November 2015 - To be on time for the Meeting

The seminary rector asks us to reflect on the final meeting because it is the most important one. Man takes great care to be on time for every meeting between now and the final meeting, and it is very easy to overlook the importance of preparing for it. Man may have been late to other meetings or may even have missed some. However, this is one which man cannot take off his calendar. His attendance is mandatory, and he will not be late. 

Dear Friends and Benefactors,



Large modern cities have often been compared with immense anthills where men blindly crisscross one another. Everyone goes on his way in order to be on time for some meeting, feverishly preparing the last points that he will have to address in a few moments, hastening not to be late. The bitter results of lack of preparation or tardiness quickly teach men to be ready for meetings. Without preparation, a meeting always turns into embarrassment for he who sins by negligence. A good meeting is never the fruit of a fortunate coincidence, but of patient work carried out well in advance.

The meetings that mark the life of man and constitute its fabric should remind him that they are only stages that prepare a final meeting that illuminates all of them and puts them in their true perspective. Unfortunately, it does not happen. Men run to their meetings, jump from one meeting to another, intoxicate themselves with this perpetual motion and forget that, in fact, these meetings should be seen as preparation for the ultimate meeting that awaits us all.

From all eternity God has indeed fixed to every man an ultimate meeting that he must attend, without being able to postpone it even by a second. This meeting, more than all the others, requires a meticulous preparation that does not leave room for chance or vague approximations. It will determine his eternity, without appeal.

It is thus very important for man to be aware of the fact that his life is, in the end, only a preparation for a meeting. Thus, he will always keep before his eyes this meeting, which will enable him to live in peace since it is an invitation to put everything in perspective and to live in order and peace of soul.

This last meeting is also very particular, since it concerns every individual – no one can avoid it. Every man is personally called to give an account to God of his thoughts, actions or omissions. It will be impossible at this accounting to seek a loophole in the infallible judgment of God.

This infallible judgment is also definitive, the die is cast. Pray God that the choice of paths may not have directed men towards shortcuts that lead into hell. This meeting fixes the fate of men for eternity. These words hardly move us because this eternal fate infinitely exceeds what the limited human intelligence can grasp. Accustomed to the characteristic movement of life, it is impossible for men to conceive a life without change. And yet...

This inescapable meeting is a light that never wavers and illuminates every step of man along the journey of his life. It only remains for man to discover that this meeting is neither the fruit of chance, nor that of a harsh tyranny or, even less, that of a blind will, but – on the contrary – that of a loving will.

St. John of the Cross is perfectly right when he insists on the fact that, at the evening of our life, we will be judged on love. The Infinite Love that, from all eternity, has fixed a meeting for each one of us, legitimately expects that man carefully prepares himself for it by a life of love that prepares for this eternal exchange between God, Who is, and man, who is nothing but who has been loved and transformed by grace.

This new life poured out in his soul must grow at every moment so that man, at the time of the final call, may have reached the degree of love that God fixed for him from all eternity. Here is the profound reason of this unique meeting: to judge the quality of love. This is what the young Carmelite, St. Elisabeth of the Trinity, so admirably expressed, echoing St. John of the Cross: Everything passes away. At the evening of life, love alone remains. It is necessary to do everything by love. It is necessary to unceasingly forget oneself; the Good God much loves self-forgetfulness.

Man will not be able to hide behind his usual poor excuses, because God will not ask for anything but what He had granted him by love. Grace is a gratuitous gift, a divine offering. And God does not stop with this offering, since He gives man other, innumerable graces – the graces of the present moment – to be faithful to the initial grace. Before such a love, how could man not live faithfully in the present moment, putting into it his whole soul, answering love by love? Could one imagine a better preparation? Man’s fidelity to the present moment is the best preparation to be ready in time and present himself at this meeting, with confidence before the throne of grace.

A meeting that, in the end, is nothing but an ultimate appeal of the divine love that wants to transform man into another Christ and to invite him to the eternal nuptials where God Himself will be his love, will give Himself to him and will be his eternal rest.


EXERCISE AIM:
Only lines that contain the word "symbol" belong in the answer; copy them from the records below.

EXTRACTED ENTRIES:
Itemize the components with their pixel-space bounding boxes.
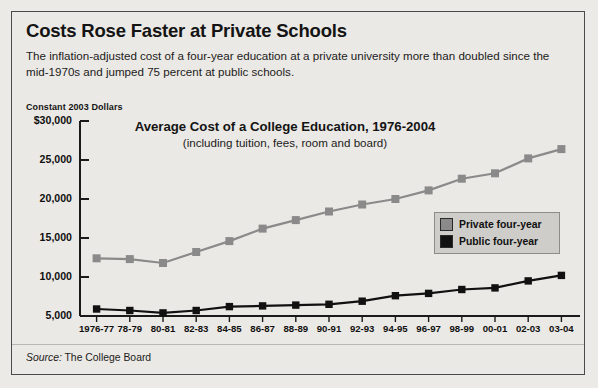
source-prefix: Source: — [26, 352, 62, 363]
y-axis-tick-label: 10,000 — [10, 270, 72, 282]
y-axis-tick-label: $30,000 — [10, 114, 72, 126]
y-axis-tick-label: 25,000 — [10, 153, 72, 165]
x-axis-tick-label: 03-04 — [538, 323, 584, 334]
chart-legend: Private four-year Public four-year — [434, 212, 560, 254]
legend-item-public: Public four-year — [440, 234, 554, 249]
legend-swatch-public — [440, 235, 453, 248]
source-text: The College Board — [62, 352, 151, 363]
legend-label-public: Public four-year — [459, 236, 538, 247]
footer-divider — [12, 344, 584, 345]
legend-item-private: Private four-year — [440, 217, 554, 232]
source-note: Source: The College Board — [26, 352, 151, 363]
legend-swatch-private — [440, 218, 453, 231]
chart-infographic: Costs Rose Faster at Private Schools The… — [0, 0, 598, 388]
legend-label-private: Private four-year — [459, 219, 542, 230]
y-axis-tick-label: 15,000 — [10, 231, 72, 243]
y-axis-tick-label: 20,000 — [10, 192, 72, 204]
y-axis-tick-label: 5,000 — [10, 309, 72, 321]
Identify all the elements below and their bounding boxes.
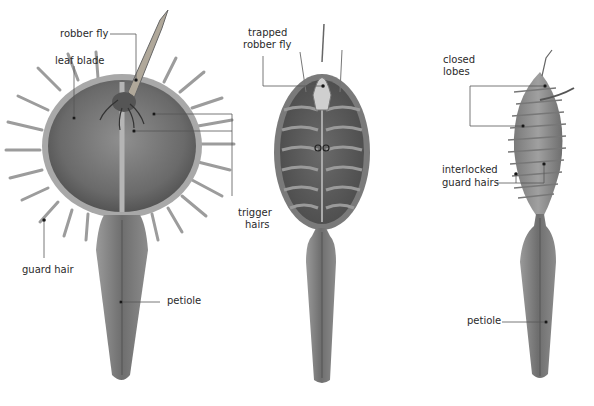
- open-trap-drawing: [6, 10, 234, 380]
- label-trigger-hairs-line1: trigger: [238, 207, 272, 219]
- label-closed-lobes-line2: lobes: [443, 66, 470, 78]
- label-petiole-open: petiole: [167, 295, 201, 307]
- label-leaf-blade: leaf blade: [55, 55, 105, 67]
- label-interlocked-line1: interlocked: [442, 164, 498, 176]
- closed-trap-drawing: [508, 50, 574, 378]
- label-guard-hair: guard hair: [22, 264, 74, 276]
- label-trapped-line1: trapped: [248, 27, 287, 39]
- label-closed-lobes-line1: closed: [443, 54, 475, 66]
- label-interlocked-line2: guard hairs: [442, 177, 499, 189]
- label-robber-fly: robber fly: [60, 28, 108, 40]
- label-trapped-line2: robber fly: [243, 39, 291, 51]
- label-trigger-hairs-line2: hairs: [245, 219, 270, 231]
- closing-trap-drawing: [274, 24, 370, 383]
- label-petiole-closed: petiole: [467, 315, 501, 327]
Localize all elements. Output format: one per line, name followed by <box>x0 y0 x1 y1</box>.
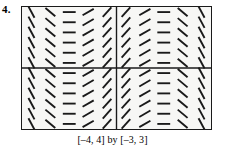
slope-segment <box>45 18 55 26</box>
slope-segment <box>103 89 112 99</box>
slope-segment <box>139 70 150 76</box>
slope-segment <box>139 19 150 25</box>
slope-segment <box>28 88 34 99</box>
slope-segment <box>139 90 150 96</box>
slope-segment <box>83 70 94 76</box>
slope-segment <box>103 17 112 27</box>
slope-segment <box>178 110 188 118</box>
slope-segment <box>45 110 55 118</box>
slope-segment <box>83 90 94 96</box>
window-range-caption: [–4, 4] by [–3, 3] <box>0 134 225 145</box>
slope-segment <box>45 59 55 67</box>
slope-segment <box>83 100 94 106</box>
slope-segment <box>199 17 205 28</box>
slope-segment <box>103 38 112 48</box>
slope-segment <box>178 49 188 57</box>
slope-segment <box>178 120 188 128</box>
slope-segment <box>28 37 34 48</box>
slope-segment <box>103 109 112 119</box>
slope-segment <box>139 60 150 66</box>
slope-segment <box>178 79 188 87</box>
slope-segment <box>122 38 131 48</box>
slope-segment <box>122 68 131 78</box>
slope-segment <box>199 47 205 58</box>
slope-segment <box>199 98 205 109</box>
slope-segment <box>199 118 205 129</box>
slope-segment <box>178 69 188 77</box>
slope-segment <box>103 68 112 78</box>
slope-segment <box>122 48 131 58</box>
slope-segment <box>199 78 205 89</box>
slope-segment <box>139 50 150 56</box>
slope-segment <box>45 120 55 128</box>
slope-segment <box>28 17 34 28</box>
slope-segment <box>122 109 131 119</box>
slope-segment <box>83 121 94 127</box>
slope-segment <box>139 80 150 86</box>
slope-segment <box>83 50 94 56</box>
slope-field-canvas <box>22 7 211 129</box>
slope-segment <box>122 119 131 129</box>
slope-segment <box>83 9 94 15</box>
slope-segment <box>28 27 34 38</box>
slope-segment <box>28 78 34 89</box>
slope-segment <box>28 57 34 68</box>
slope-segment <box>178 89 188 97</box>
slope-segment <box>139 111 150 117</box>
slope-segment <box>103 48 112 58</box>
slope-segment <box>199 37 205 48</box>
slope-segment <box>83 39 94 45</box>
slope-segment <box>178 59 188 67</box>
slope-segment <box>139 29 150 35</box>
slope-segment <box>122 99 131 109</box>
slope-segment <box>45 38 55 46</box>
slope-segment <box>199 88 205 99</box>
slope-segment <box>139 39 150 45</box>
slope-segment <box>122 58 131 68</box>
axis-layer <box>22 7 211 129</box>
slope-segment <box>28 7 34 18</box>
slope-segment <box>122 17 131 27</box>
slope-segment <box>45 99 55 107</box>
slope-segment <box>103 7 112 17</box>
slope-segment <box>103 119 112 129</box>
slope-segment <box>199 27 205 38</box>
slope-segment <box>122 78 131 88</box>
slope-segment <box>139 100 150 106</box>
slope-segment <box>178 28 188 36</box>
slope-field-figure: 4. [–4, 4] by [–3, 3] <box>0 0 225 155</box>
slope-segment <box>199 57 205 68</box>
slope-segment <box>199 7 205 18</box>
slope-segment <box>199 67 205 78</box>
slope-segment <box>83 111 94 117</box>
slope-segment <box>122 7 131 17</box>
plot-frame <box>21 6 212 130</box>
slope-segment <box>103 99 112 109</box>
slope-segment <box>45 49 55 57</box>
slope-segment <box>122 89 131 99</box>
slope-segment <box>178 38 188 46</box>
slope-segment <box>178 8 188 16</box>
slope-segment <box>178 18 188 26</box>
slope-segment <box>103 78 112 88</box>
slope-segment <box>45 69 55 77</box>
slope-segment <box>139 9 150 15</box>
slope-segment <box>28 67 34 78</box>
slope-segment <box>199 108 205 119</box>
slope-segment <box>28 118 34 129</box>
slope-segment <box>103 28 112 38</box>
slope-segment <box>178 99 188 107</box>
slope-segment <box>28 47 34 58</box>
slope-segment <box>28 98 34 109</box>
slope-segment <box>83 19 94 25</box>
slope-segment <box>45 79 55 87</box>
slope-segment <box>83 80 94 86</box>
slope-segment <box>45 28 55 36</box>
slope-segment <box>122 28 131 38</box>
slope-segment <box>28 108 34 119</box>
slope-segment <box>45 8 55 16</box>
slope-segment <box>139 121 150 127</box>
problem-number-label: 4. <box>2 3 11 16</box>
slope-segment <box>45 89 55 97</box>
slope-segment <box>83 60 94 66</box>
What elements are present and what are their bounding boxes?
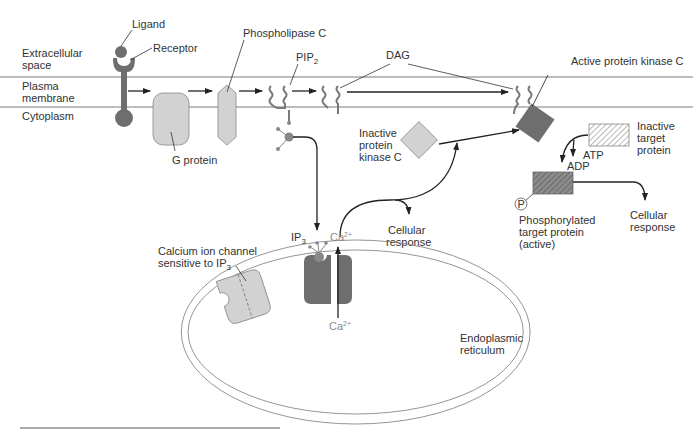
inactive-target-label-1: Inactive xyxy=(637,120,675,132)
cellular-response-1-label-1: Cellular xyxy=(388,224,426,236)
phosphorylated-label-1: Phosphorylated xyxy=(519,214,595,226)
active-pkc-label: Active protein kinase C xyxy=(571,55,684,67)
dag xyxy=(323,86,340,114)
calcium-channel-label-1: Calcium ion channel xyxy=(158,245,257,257)
pip2-label: PIP2 xyxy=(296,51,319,66)
ligand xyxy=(115,46,127,58)
phosphorylated-label-3: (active) xyxy=(519,238,555,250)
membrane-label-1: Plasma xyxy=(22,80,60,92)
er-label-2: reticulum xyxy=(460,344,505,356)
plasma-membrane xyxy=(0,77,693,107)
ca-bottom-label: Ca2+ xyxy=(329,320,351,332)
extracellular-label-1: Extracellular xyxy=(22,47,83,59)
ip3-label: IP3 xyxy=(291,231,306,246)
inactive-pkc-label-3: kinase C xyxy=(359,151,402,163)
receptor xyxy=(113,58,135,127)
cellular-response-2-label-2: response xyxy=(630,221,675,233)
ip3-dag-signaling-diagram: Extracellular space Plasma membrane Cyto… xyxy=(0,0,693,429)
er-label-1: Endoplasmic xyxy=(460,332,523,344)
phosphate-label: P xyxy=(518,198,525,210)
dag-label: DAG xyxy=(386,49,410,61)
phospholipase-c xyxy=(218,85,236,145)
inactive-pkc-label-2: protein xyxy=(359,139,393,151)
cytoplasm-label: Cytoplasm xyxy=(22,110,74,122)
inactive-target-protein xyxy=(589,124,629,146)
inactive-pkc-label-1: Inactive xyxy=(359,127,397,139)
ip3-head xyxy=(276,121,294,151)
phosphorylated-target-protein xyxy=(533,172,573,194)
ca-top-label: Ca2+ xyxy=(330,231,352,243)
ligand-label: Ligand xyxy=(132,18,165,30)
calcium-channel-label-2: sensitive to IP3 xyxy=(158,257,231,272)
membrane-label-2: membrane xyxy=(22,92,75,104)
extracellular-label-2: space xyxy=(22,59,51,71)
g-protein-label: G protein xyxy=(172,154,217,166)
inactive-pkc xyxy=(401,122,438,159)
receptor-label: Receptor xyxy=(153,42,198,54)
region-labels: Extracellular space Plasma membrane Cyto… xyxy=(22,47,83,122)
adp-label: ADP xyxy=(567,160,590,172)
g-protein xyxy=(153,93,189,145)
cellular-response-2-label-1: Cellular xyxy=(630,209,668,221)
inactive-target-label-2: target xyxy=(637,132,665,144)
phospholipase-c-label: Phospholipase C xyxy=(243,27,326,39)
pip2 xyxy=(270,86,290,122)
active-pkc xyxy=(516,104,555,143)
phosphorylated-label-2: target protein xyxy=(519,226,584,238)
inactive-target-label-3: protein xyxy=(637,144,671,156)
calcium-ion-channel xyxy=(216,268,272,325)
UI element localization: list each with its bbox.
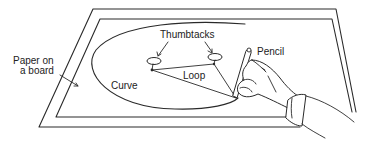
board [39,9,356,127]
label-thumbtacks: Thumbtacks [160,29,214,40]
hand-icon [237,60,354,138]
paper-arrow [60,75,78,86]
label-paper-line2: a board [20,65,54,76]
label-pencil: Pencil [257,46,284,57]
label-loop: Loop [183,70,206,81]
thumbtack-right-icon [208,54,222,66]
ellipse-drawing-diagram: Paper on a board Thumbtacks Pencil Loop … [0,0,366,147]
thumbtacks-arrows [157,42,212,56]
label-curve: Curve [111,80,138,91]
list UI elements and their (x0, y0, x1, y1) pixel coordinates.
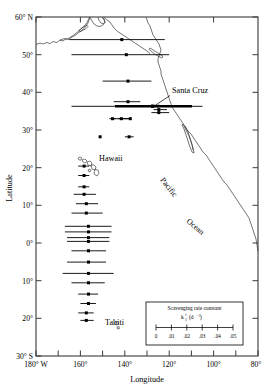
x-tick-label: 180° W (24, 360, 48, 369)
legend-tick-label: .01 (168, 333, 175, 339)
y-tick-label: 30° (22, 126, 33, 135)
legend-symbol-superscript: * (185, 314, 187, 318)
data-point (99, 135, 102, 138)
label-santa-cruz: Santa Cruz (172, 86, 209, 95)
x-tick-label: 140° (118, 360, 132, 369)
label-hawaii: Hawaii (99, 154, 123, 163)
legend-tick-label: .03 (199, 333, 206, 339)
legend-title: Scavenging rate constant (168, 305, 222, 311)
legend: Scavenging rate constant k 1 * (d −1 ) 0… (146, 302, 243, 345)
figure-root: 60° N 50° 40° 30° 20° 10° 0° 10° 20° 30°… (0, 0, 271, 389)
y-axis-title: Latitude (5, 174, 14, 202)
legend-units-open: (d (189, 314, 194, 321)
legend-tick-label: .02 (184, 333, 191, 339)
y-tick-label: 10° (22, 201, 33, 210)
y-tick-label: 20° (22, 164, 33, 173)
legend-tick-label: .05 (230, 333, 237, 339)
x-tick-label: 100° (206, 360, 220, 369)
legend-symbol-subscript: 1 (185, 318, 187, 322)
y-tick-label: 40° (22, 88, 33, 97)
x-axis-title: Longitude (130, 375, 164, 384)
label-tahiti: Tahiti (105, 318, 125, 327)
x-tick-labels: 180° W 160° 140° 120° 100° 80° (24, 360, 261, 369)
legend-symbol-k: k (181, 314, 184, 320)
x-tick-label: 80° (251, 360, 262, 369)
map-figure: 60° N 50° 40° 30° 20° 10° 0° 10° 20° 30°… (0, 0, 271, 389)
x-tick-label: 120° (162, 360, 176, 369)
y-tick-labels: 60° N 50° 40° 30° 20° 10° 0° 10° 20° 30°… (15, 13, 34, 361)
y-tick-label: 10° (22, 277, 33, 286)
y-tick-label: 20° (22, 314, 33, 323)
legend-units-close: ) (200, 314, 202, 321)
legend-tick-label: .04 (214, 333, 221, 339)
y-tick-label: 0° (26, 239, 33, 248)
y-tick-label: 50° (22, 51, 33, 60)
y-tick-label: 60° N (15, 13, 34, 22)
x-tick-label: 160° (73, 360, 87, 369)
legend-tick-label: 0 (155, 333, 158, 339)
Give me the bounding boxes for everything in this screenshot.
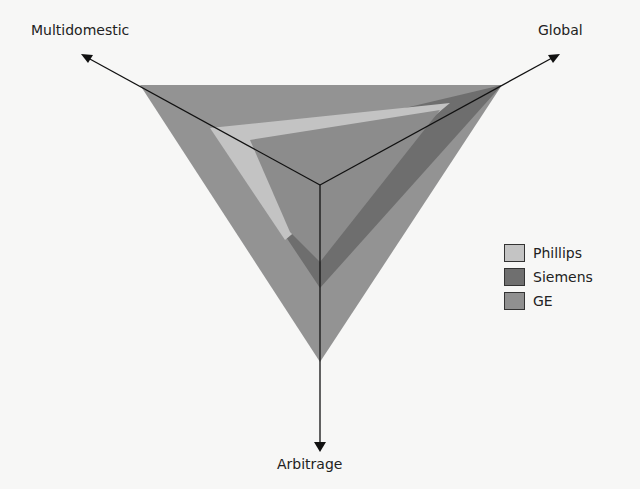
label-global: Global [538,22,583,38]
label-arbitrage: Arbitrage [277,456,342,472]
arrow-head-multidomestic [81,54,93,63]
swatch-siemens [504,268,525,286]
legend: Phillips Siemens GE [504,241,593,313]
arrow-head-arbitrage [314,442,326,452]
legend-item-ge: GE [504,289,593,313]
label-multidomestic: Multidomestic [31,22,129,38]
legend-label: Phillips [533,245,582,261]
legend-item-siemens: Siemens [504,265,593,289]
legend-label: GE [533,293,553,309]
swatch-phillips [504,244,525,262]
legend-item-phillips: Phillips [504,241,593,265]
legend-label: Siemens [533,269,593,285]
swatch-ge [504,292,525,310]
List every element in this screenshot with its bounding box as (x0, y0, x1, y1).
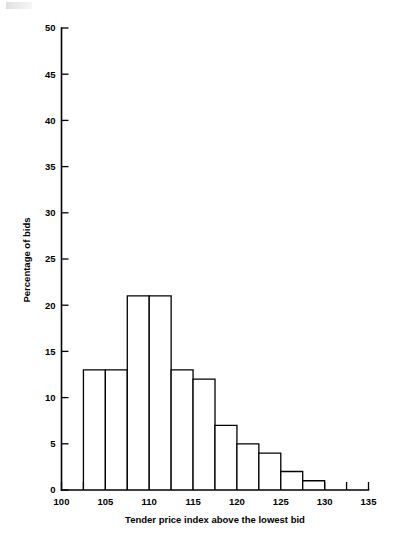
histogram-bar (149, 296, 171, 490)
y-tick-label: 20 (45, 300, 56, 311)
histogram-bar (105, 370, 127, 490)
histogram-bar (83, 370, 105, 490)
x-axis-tick-labels: 100105110115120125130135 (54, 496, 378, 507)
histogram-bar (303, 481, 325, 490)
x-tick-label: 110 (142, 496, 157, 507)
y-tick-label: 15 (45, 346, 56, 357)
x-axis-title: Tender price index above the lowest bid (125, 514, 305, 525)
histogram-bar (193, 379, 215, 490)
x-tick-label: 125 (273, 496, 290, 507)
y-axis-tick-marks (62, 28, 69, 490)
histogram-bars (83, 296, 324, 490)
x-tick-label: 135 (361, 496, 378, 507)
y-tick-label: 45 (45, 69, 56, 80)
histogram-bar (171, 370, 193, 490)
tender-price-index-histogram: 05101520253035404550 1001051101151201251… (0, 0, 407, 546)
y-tick-label: 50 (45, 22, 56, 33)
y-tick-label: 10 (45, 392, 56, 403)
x-tick-label: 100 (54, 496, 70, 507)
scan-artifact (6, 2, 32, 9)
histogram-bar (281, 472, 303, 490)
y-tick-label: 5 (50, 438, 56, 449)
histogram-figure: 05101520253035404550 1001051101151201251… (0, 0, 407, 546)
x-tick-label: 130 (317, 496, 333, 507)
y-tick-label: 35 (45, 161, 56, 172)
y-tick-label: 30 (45, 207, 56, 218)
y-tick-label: 25 (45, 253, 56, 264)
histogram-bar (127, 296, 149, 490)
y-axis-title: Percentage of bids (21, 218, 32, 303)
y-tick-label: 40 (45, 115, 56, 126)
histogram-bar (259, 453, 281, 490)
x-tick-label: 120 (229, 496, 245, 507)
histogram-bar (215, 425, 237, 490)
x-tick-label: 105 (97, 496, 114, 507)
y-axis-tick-labels: 05101520253035404550 (45, 22, 56, 495)
y-tick-label: 0 (50, 484, 55, 495)
histogram-bar (237, 444, 259, 490)
x-tick-label: 115 (185, 496, 201, 507)
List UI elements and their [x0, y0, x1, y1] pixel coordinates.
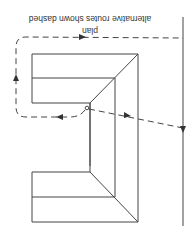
- main-route: [89, 109, 183, 128]
- building: [32, 54, 138, 222]
- start-point: [85, 106, 89, 110]
- arrow-boundary-end: [180, 126, 186, 133]
- plan-diagram: plan alternative routes shown dashed: [0, 0, 193, 238]
- alternative-route: [16, 37, 183, 117]
- caption-note: alternative routes shown dashed: [29, 14, 152, 24]
- caption-plan: plan: [82, 26, 98, 36]
- arrow-alt-up: [13, 74, 19, 81]
- arrow-alt-left: [56, 114, 63, 120]
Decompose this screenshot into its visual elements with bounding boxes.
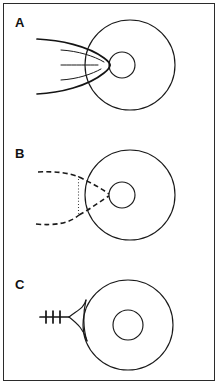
panel-b-dashed-upper-inner: [79, 177, 109, 194]
panel-label-b: B: [15, 146, 24, 161]
panel-b-inner-circle: [109, 182, 135, 208]
panel-c: C: [15, 277, 173, 370]
panel-c-outer-circle: [83, 280, 173, 370]
panel-a-streak-line-1: [61, 50, 104, 62]
panel-c-inner-circle: [113, 310, 143, 340]
panel-a-streamer-lower-edge: [37, 65, 110, 94]
panel-label-a: A: [15, 15, 25, 30]
panel-a-streamer-upper-edge: [37, 39, 110, 65]
panel-b-outer-circle: [85, 150, 175, 240]
panel-a: A: [15, 15, 175, 110]
panel-a-inner-circle: [109, 52, 135, 78]
panel-b: B: [15, 146, 175, 240]
panel-b-dashed-lower-inner: [79, 196, 109, 215]
panel-b-dashed-lower-outer: [36, 215, 79, 225]
figure-root: A B: [0, 0, 218, 384]
panel-label-c: C: [15, 277, 25, 292]
panel-b-dashed-upper-outer: [38, 172, 79, 177]
figure-canvas: A B: [0, 0, 218, 384]
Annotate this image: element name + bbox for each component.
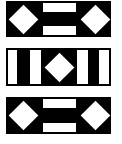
middle-panel-right-outer-bar bbox=[99, 50, 109, 84]
bottom-panel-top-bar bbox=[43, 99, 76, 108]
middle-panel-right-inner-bar bbox=[77, 50, 88, 84]
bottom-panel-bottom-bar bbox=[43, 123, 76, 132]
top-panel-bottom-bar bbox=[43, 26, 76, 35]
top-panel-top-bar bbox=[43, 3, 76, 12]
middle-panel-left-inner-bar bbox=[30, 50, 41, 84]
middle-panel-left-outer-bar bbox=[8, 50, 17, 84]
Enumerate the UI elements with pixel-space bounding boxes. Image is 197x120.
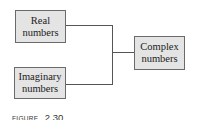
node-label-line: Complex xyxy=(140,41,179,53)
node-label-line: Real xyxy=(22,15,58,27)
node-real-numbers: Real numbers xyxy=(15,10,66,43)
node-label-line: numbers xyxy=(22,27,58,39)
connector-real-horizontal xyxy=(66,25,113,26)
caption-number: 2.30 xyxy=(45,112,64,120)
node-label: Real numbers xyxy=(22,15,58,39)
diagram-canvas: Real numbers Imaginary numbers Complex n… xyxy=(0,0,197,120)
node-label-line: Imaginary xyxy=(18,71,61,83)
connector-imaginary-horizontal xyxy=(66,84,113,85)
node-label: Imaginary numbers xyxy=(18,71,61,95)
caption-word: FIGURE xyxy=(12,115,38,120)
node-complex-numbers: Complex numbers xyxy=(134,36,185,70)
node-label: Complex numbers xyxy=(140,41,179,65)
node-imaginary-numbers: Imaginary numbers xyxy=(14,67,66,99)
connector-vertical-join xyxy=(112,25,113,85)
node-label-line: numbers xyxy=(18,83,61,95)
figure-caption: FIGURE 2.30 xyxy=(12,107,63,120)
connector-to-complex xyxy=(112,52,134,53)
node-label-line: numbers xyxy=(140,53,179,65)
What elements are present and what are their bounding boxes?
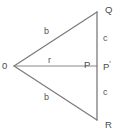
vertex-label-p: P bbox=[84, 60, 90, 69]
segment-label-q-p: c bbox=[103, 34, 108, 43]
segment-label-o-p: r bbox=[48, 56, 51, 65]
geometry-figure: 0 Q R P P′ b b r c c bbox=[0, 0, 124, 132]
vertex-label-o: 0 bbox=[2, 61, 7, 70]
segment-o-q bbox=[14, 12, 97, 66]
vertex-label-r: R bbox=[105, 120, 112, 129]
segment-label-p-r: c bbox=[103, 88, 108, 97]
segment-label-o-r: b bbox=[44, 93, 49, 102]
segment-o-r bbox=[14, 66, 97, 120]
vertex-label-p-prime: P′ bbox=[103, 59, 111, 71]
segment-label-o-q: b bbox=[44, 27, 49, 36]
prime-mark-icon: ′ bbox=[109, 59, 111, 68]
vertex-label-q: Q bbox=[105, 5, 112, 14]
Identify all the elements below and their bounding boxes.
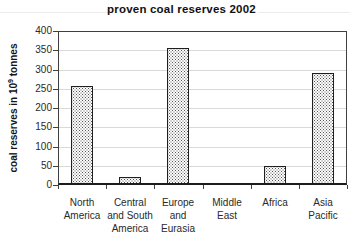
bar xyxy=(71,86,93,185)
gridline xyxy=(58,108,347,109)
x-category-label: Asia Pacific xyxy=(288,196,358,222)
y-tick-mark xyxy=(53,166,58,167)
y-tick-label: 400 xyxy=(16,25,52,36)
x-tick-mark xyxy=(58,185,59,189)
x-tick-mark xyxy=(154,185,155,189)
gridline xyxy=(58,50,347,51)
y-tick-mark xyxy=(53,108,58,109)
y-tick-mark xyxy=(53,31,58,32)
y-axis-label-superscript: 9 xyxy=(7,79,14,83)
y-tick-label: 0 xyxy=(16,179,52,190)
y-tick-label: 150 xyxy=(16,121,52,132)
bar xyxy=(312,73,334,185)
x-tick-mark xyxy=(347,185,348,189)
y-tick-label: 50 xyxy=(16,160,52,171)
y-tick-mark xyxy=(53,147,58,148)
bar xyxy=(216,183,238,185)
bar xyxy=(167,48,189,185)
bar xyxy=(264,166,286,185)
gridline xyxy=(58,70,347,71)
gridline xyxy=(58,127,347,128)
coal-reserves-bar-chart: proven coal reserves 2002 coal reserves … xyxy=(0,0,363,245)
x-tick-mark xyxy=(251,185,252,189)
y-tick-mark xyxy=(53,89,58,90)
x-tick-mark xyxy=(299,185,300,189)
x-tick-mark xyxy=(106,185,107,189)
y-tick-mark xyxy=(53,70,58,71)
bar xyxy=(119,177,141,185)
gridline xyxy=(58,166,347,167)
y-tick-label: 100 xyxy=(16,141,52,152)
gridline xyxy=(58,147,347,148)
y-tick-label: 300 xyxy=(16,64,52,75)
chart-title: proven coal reserves 2002 xyxy=(0,3,363,15)
y-tick-label: 200 xyxy=(16,102,52,113)
plot-area xyxy=(58,31,347,185)
y-tick-label: 350 xyxy=(16,44,52,55)
gridline xyxy=(58,89,347,90)
y-tick-mark xyxy=(53,50,58,51)
y-tick-mark xyxy=(53,127,58,128)
y-tick-label: 250 xyxy=(16,83,52,94)
x-tick-mark xyxy=(203,185,204,189)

YOUR RESPONSE:
legend-symbol-superscript: * (185, 314, 187, 318)
legend-symbol-subscript: 1 (185, 318, 187, 322)
legend-symbol-k: k (181, 314, 184, 320)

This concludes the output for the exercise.